Soon to be a major motion picture from Academy Award–winning director Guillermo del Toro and starring Bradley Cooper, Cate Blanchett, Rooney Mara, and Toni Collette. Nightmare Alley begins with an extraordinary description of a carnival-show geek—alcoholic and abject and the object of the voyeuristic crowd’s gleeful disgust and derision—going about his work at a county fair. Young Stan Carlisle is working as a carny, and he wonders how a man could fall so low. There’s no way in hell, he vows, that anything like that will ever happen to him. And since Stan is clever and ambitious and not without a useful streak of ruthlessness, soon enough he’s going places. Onstage he plays the mentalist with a cute assistant (before long his harried wife), then he graduates to full-blown spiritualist, catering to the needs of the rich and gullible in their well-upholstered homes. It looks like the world is Stan’s for the taking. At least for now.

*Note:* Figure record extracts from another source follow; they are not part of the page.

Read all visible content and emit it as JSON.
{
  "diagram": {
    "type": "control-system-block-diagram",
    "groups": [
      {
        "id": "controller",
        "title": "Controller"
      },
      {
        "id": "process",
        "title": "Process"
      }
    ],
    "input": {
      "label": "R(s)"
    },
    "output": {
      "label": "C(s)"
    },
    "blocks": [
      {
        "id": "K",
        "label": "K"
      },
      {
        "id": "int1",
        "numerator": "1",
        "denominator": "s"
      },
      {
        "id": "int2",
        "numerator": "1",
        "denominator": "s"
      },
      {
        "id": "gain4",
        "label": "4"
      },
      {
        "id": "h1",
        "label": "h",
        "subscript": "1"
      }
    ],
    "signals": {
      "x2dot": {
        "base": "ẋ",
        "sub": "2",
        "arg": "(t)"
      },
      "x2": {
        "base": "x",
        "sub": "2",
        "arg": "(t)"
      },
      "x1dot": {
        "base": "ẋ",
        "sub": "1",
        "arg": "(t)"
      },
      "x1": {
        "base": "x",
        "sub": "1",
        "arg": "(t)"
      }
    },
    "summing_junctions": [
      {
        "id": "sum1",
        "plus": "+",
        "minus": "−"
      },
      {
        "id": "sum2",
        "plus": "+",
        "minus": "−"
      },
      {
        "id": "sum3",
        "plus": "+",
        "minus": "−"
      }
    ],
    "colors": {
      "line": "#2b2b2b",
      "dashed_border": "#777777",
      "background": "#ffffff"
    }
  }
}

This book offers a different take on the early history of Warner Bros., the studio renowned for introducing talking pictures and developing the gangster film and backstage musical comedy. The focus here is on the studio’s sustained commitment to produce films based on stage plays. This led to the creation of a stock company of talented actors, to the introduction of sound cinema, to the recruitment of leading Broadway stars such as John Barrymore and George Arliss and to films as diverse as The Gold Diggers (1923), The Marriage Circle (1924), Beau Brummel (1924), Disraeli (1929), Lilly Turner (1933), The Petrified Forest (1936) and The Private Lives of Elizabeth and Essex (1939). Even the most crippling effects of the Depression in 1933 did not prevent Warners’ production of films based on stage plays, many being transformed into star vehicles for the likes of Ruth Chatterton, Leslie Howard and Bette Davis.
A two-volume biographical/critical dictionary of major, filmmakers from all countries, covering the entire history of the medium from 1890 to the present. Each director is treated in a separate essay that includes a detailed, chronological account of the subject's life and work and a summary of critical opinion. Includes filmography and a selective bibliography of books and articles.